The United States could see “staggering” numbers of coronavirus deaths in the coming months as infection rates increase during the colder months, Dr. Scott Gottlieb told CNBC’s “Closing Bell” on Friday.

There were 1,038 deaths from Covid-19 in the U.S. on Thursday, the largest total since late September, according to data compiled by the Covid Tracking Project, an independent volunteer organization launched by journalists at The Atlantic. New coronavirus cases eclipsed 71,600 on Thursday.

Gottlieb, a physician who served as the U.S. Food and Drug Administration commissioner, emphasized that doctors have improved their treatment of Covid-19 patients during the pandemic, bringing down the mortality rate. He has said it might have been reduced by 50%.

Patient care also has been improved due to drugs such as Gilead Sciences‘ remdesivir, which on Thursday became an FDA-approved treatment for Covid-19, as well as the use of steroids such as dexamethasone, according to Gottlieb.
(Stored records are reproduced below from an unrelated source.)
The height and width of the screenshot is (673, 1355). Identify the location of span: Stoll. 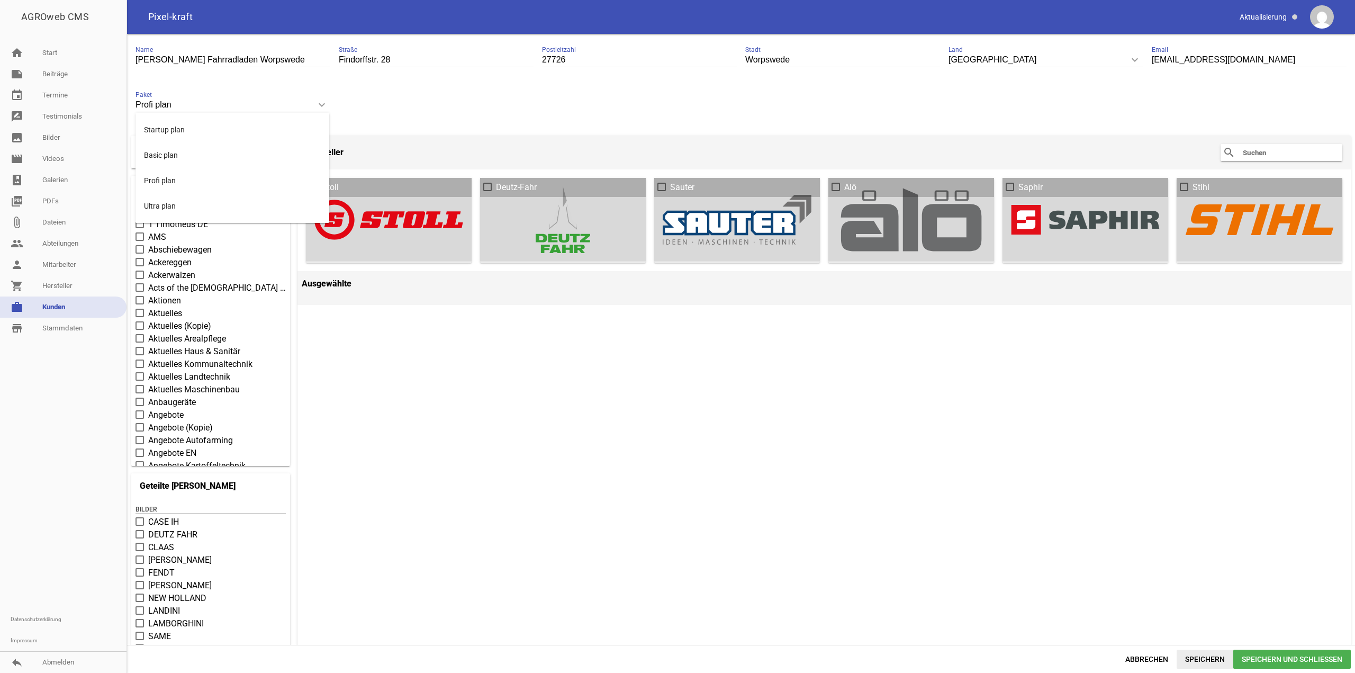
(330, 187).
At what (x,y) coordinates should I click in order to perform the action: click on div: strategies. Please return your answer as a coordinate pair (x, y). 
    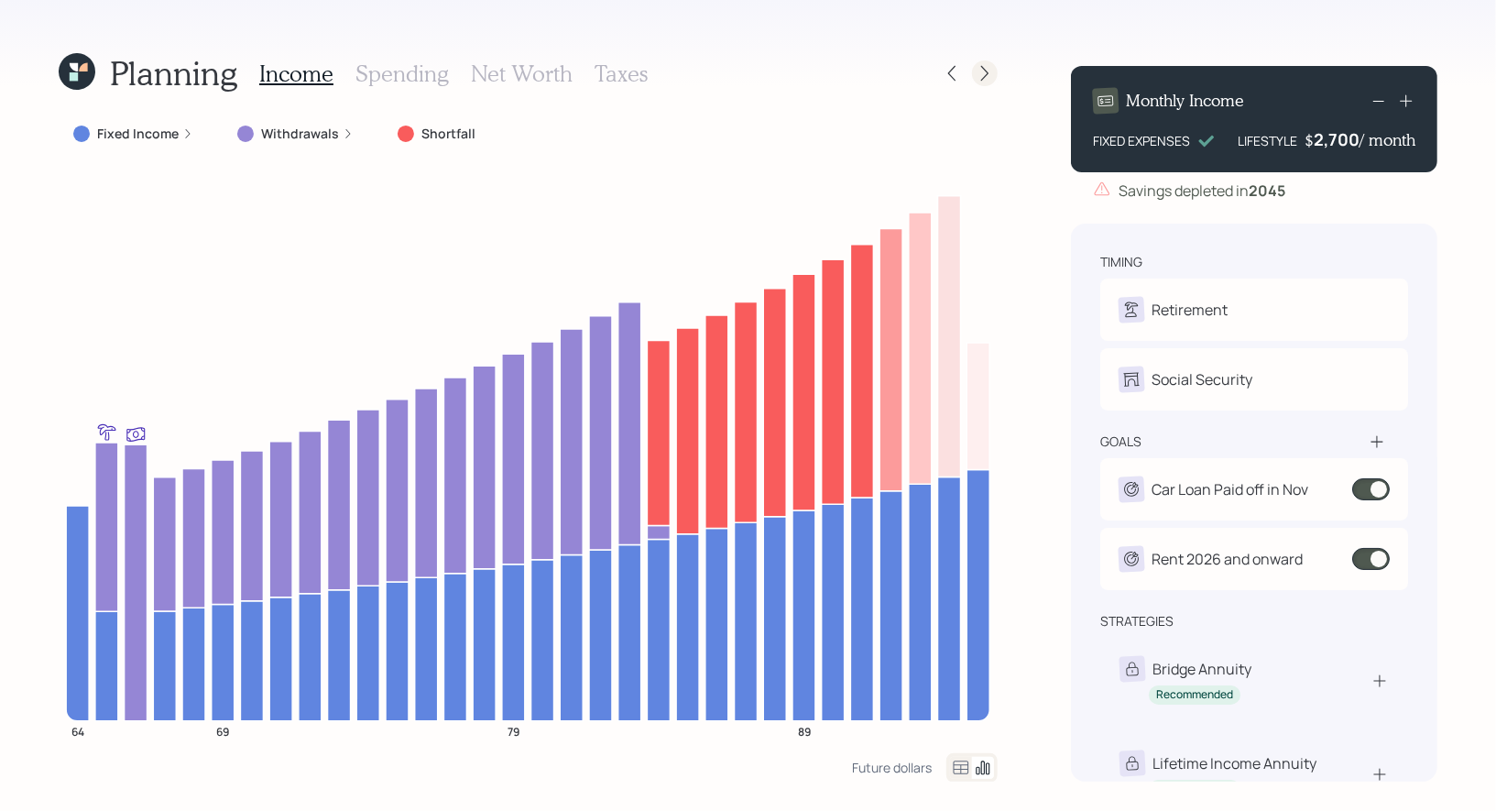
    Looking at the image, I should click on (1137, 621).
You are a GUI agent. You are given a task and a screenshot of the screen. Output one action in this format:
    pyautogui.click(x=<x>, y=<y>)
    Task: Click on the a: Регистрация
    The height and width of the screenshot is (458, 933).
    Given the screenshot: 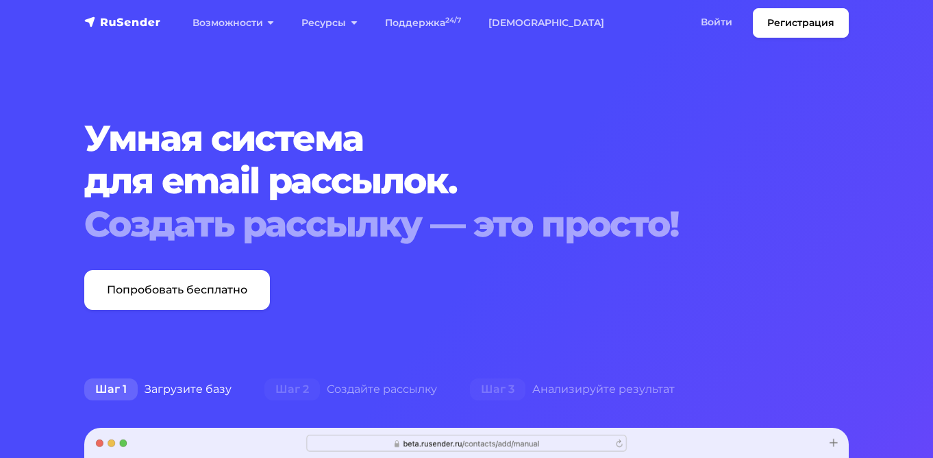 What is the action you would take?
    pyautogui.click(x=801, y=23)
    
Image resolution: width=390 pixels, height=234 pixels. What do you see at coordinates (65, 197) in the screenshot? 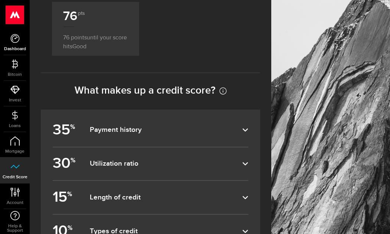
I see `b: 15` at bounding box center [65, 197].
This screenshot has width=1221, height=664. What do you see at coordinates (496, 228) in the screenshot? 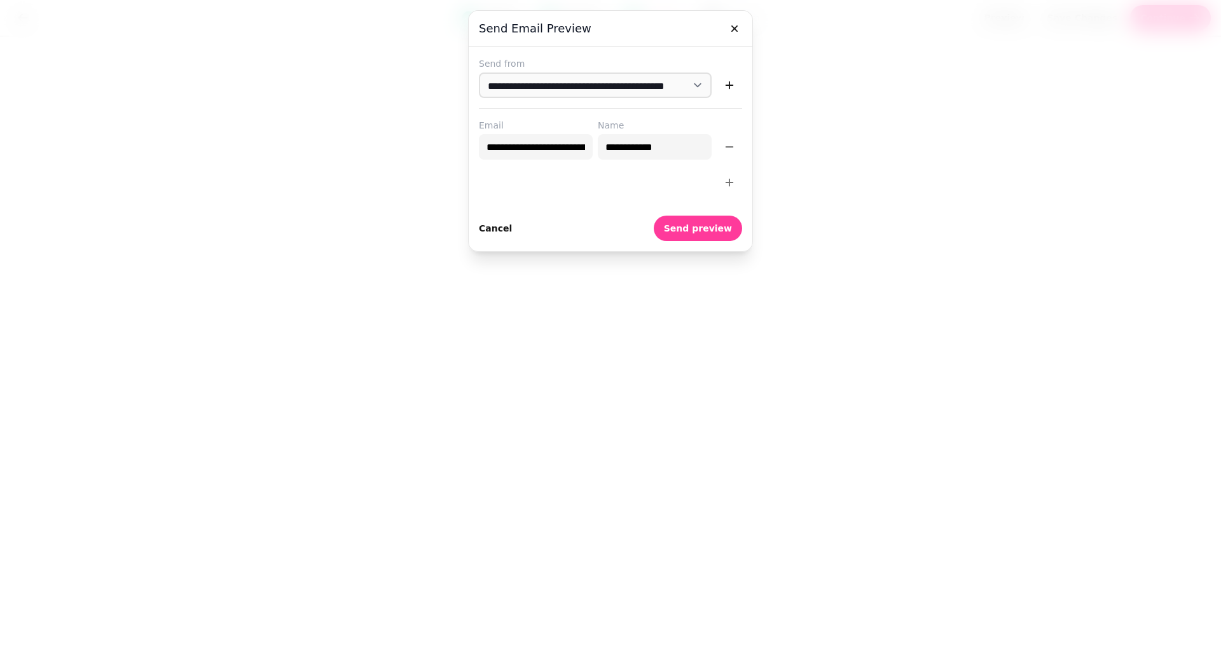
I see `span: Cancel` at bounding box center [496, 228].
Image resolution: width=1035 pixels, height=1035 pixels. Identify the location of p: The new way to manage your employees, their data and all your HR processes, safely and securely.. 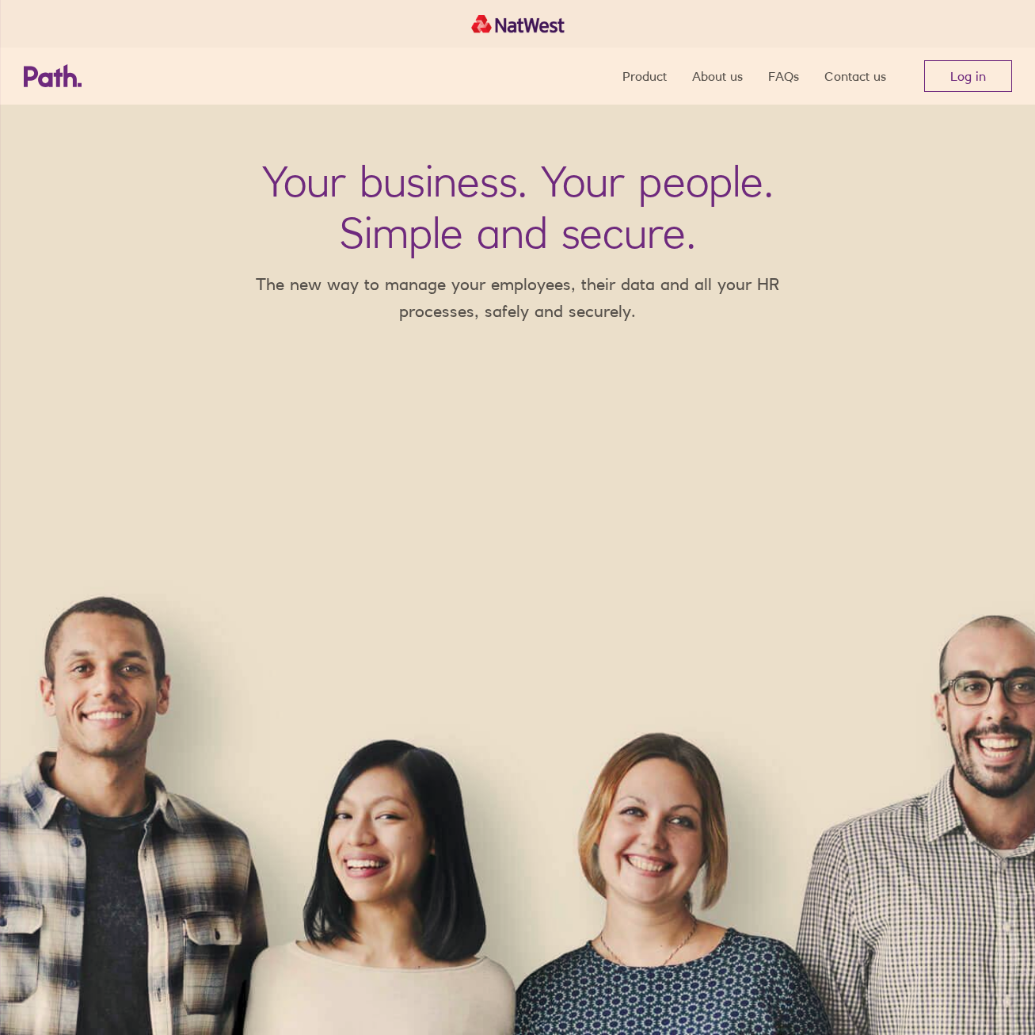
(518, 297).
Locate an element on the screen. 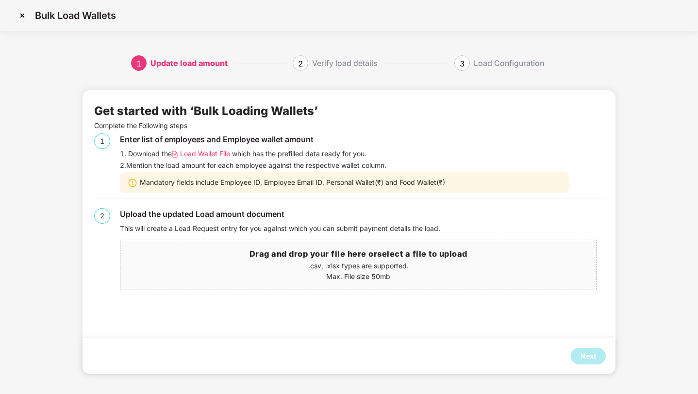 This screenshot has width=698, height=394. div: Verify load details is located at coordinates (344, 63).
President Donald Trump received both after his coronavirus diagnosis.

Despite these positive developments, Gottlieb said the challenge the U.S. is facing now is simply how widespread the virus is across the country. “Mortality is going to be down, but we’re going to be infecting so many people that the daily death statistics are going to be staggering,” said Gottlieb, who led the FDA under Trump from May 2017 to April 2019.

There could be “well above 1,000” new deaths per day reported in the weeks ahead, he said. “And we might retest some of the totals that we saw in the spring, when we were reporting 2,000 deaths a day related to this virus, just because of the sheer number of people we’re likely to infect heading into the winter right now.”

The U.S. has almost 8.5 million confirmed cases of Covid-19 and at least 223,752 people have died, according to data compiled by Johns Hopkins University.

Public health experts have been warning for months that colder weather during the fall and winter is likely to coincide with a resurgence of the coronavirus because people are spending more time indoors, where transmission can more easily occur.

The pandemic is intensifying in countries across the world, and some nations are on a “dangerous track,” the head of the World Health Organization warned Friday. “We are at a critical juncture in this pandemic, particularly in the Northern Hemisphere,” Director-General Tedros Adhanom Ghebreyesus said.

Restrictions have again been implemented in parts of Europe, including an overnight curfew in regions of France, in an attempt to reduce the spread of Covid-19.

Gottlieb said he believes the response in the U.S. to rising infection rates will be targeted interventions in hot-spot areas, rather than the lockdown orders that were issued in the early stages of the pandemic when inadequate testing regimes made it difficult to determine where transmission was happening.

“I think we’re going to bear a lot more infection … and the health-care system is going to have to bear the brunt of this burden, because I don’t think you have the popular will for stay-at-home orders or broad mitigation,” he said.

“If everyone would just wear masks, that would cut down on the spread,” he added.

— CNBC’s Noah Higgins-Dunn contributed to this report.